§ **TO DO**
Copy the lines running from the one that contains "The image size is (411, 532)." to the end of the entries below, exactly and with no pictures.

§ **DATA UNDER STUDY**
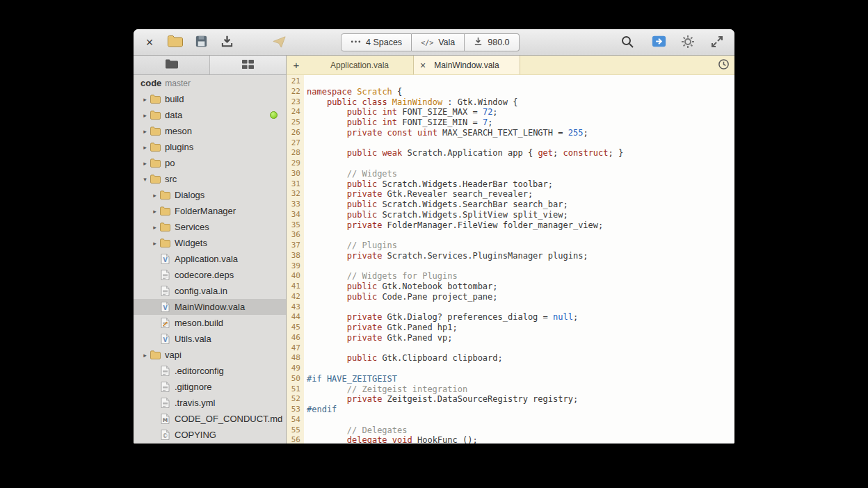 The image size is (868, 488). Describe the element at coordinates (294, 113) in the screenshot. I see `line-number: 24` at that location.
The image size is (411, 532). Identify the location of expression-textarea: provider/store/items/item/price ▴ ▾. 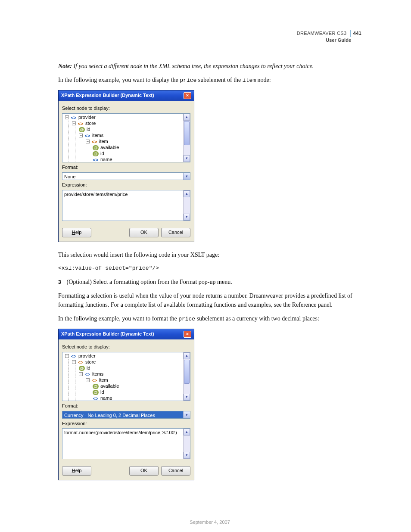
(126, 205).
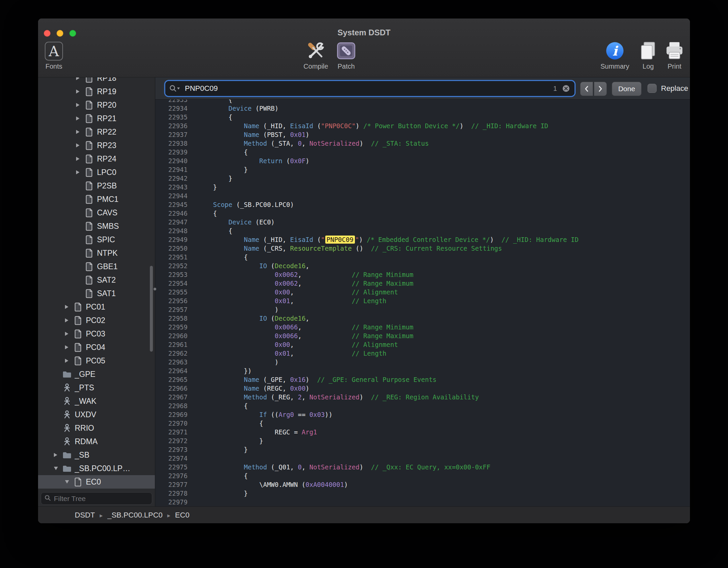  What do you see at coordinates (423, 213) in the screenshot?
I see `code-line: 22946 {` at bounding box center [423, 213].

§ **RESPONSE AREA**
The image size is (411, 532). Identify the location of expression-textarea: provider/store/items/item/price ▴ ▾. 
(126, 205).
  What do you see at coordinates (423, 213) in the screenshot?
I see `code-line: 22946 {` at bounding box center [423, 213].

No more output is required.